Imperial at joint 36th: £52,000 — the highest mathematics graduate earnings in the UK
Imperial College London ranks joint 36th with 90 points and produces mathematics graduates earning £52,000 — by far the highest in this ranking, £9,000 above the next-highest (LSE at £43,000) and £12,000 above UCL and Cambridge (both at £40,000). Imperial's mathematics graduates predominantly access quantitative finance roles (quant analysts, algorithmic traders, derivatives pricing), technology (Google, DeepMind, Jane Street, Goldman Sachs quantitative strategies), and high-end actuarial and risk management roles. Imperial ranks joint 36th because London's maximum cost of living, the lowest student satisfaction in the field (66%), and low social life and sustainability scores all suppress its overall position. Its course delivery of 94% teaching quality and 91% academic support is solid but below the leaders. For students specifically targeting quantitative finance or technology research roles, Imperial's employer connections and alumni network in these sectors are the most significant in this ranking.

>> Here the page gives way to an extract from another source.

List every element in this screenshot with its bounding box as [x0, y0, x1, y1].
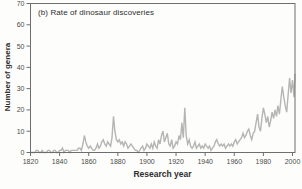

LSE at 16th: £43,000 — second-highest maths earnings
London School of Economics ranks 16th with 125 points and produces mathematics graduates earning £43,000 — the second-highest in the field. LSE offers mathematics primarily through its Mathematics and Economics programme (not a standalone maths degree), which produces graduates who almost exclusively enter finance, economics research, consulting and quantitative roles at top-tier firms. The earnings premium reflects this focused career pathway. LSE ranks 16th rather than higher because of London's maximum cost of living and the lowest student satisfaction in the top 20 at 69%.
Cambridge at joint 27th and Oxford not in the top 10. University of Cambridge ranks joint 27th with 109 points, achieving 94% teaching quality and 92% academic support, producing graduates earning £40,000 — the joint-highest outside Imperial and LSE alongside UCL. Cambridge ranks 27th rather than near the top because of its high cost of living and low sustainability and social life scores. Its course delivery scores are above the field average. For students comparing Cambridge against first-ranked Exeter (159 points), the position gap is entirely a city-metrics story. Cambridge mathematics graduates access the same premium finance, technology and academic pathways as Imperial — at lower earnings but with the same elite employer connections. Oxford does not appear in this ranking with sufficient data for inclusion at current data collection.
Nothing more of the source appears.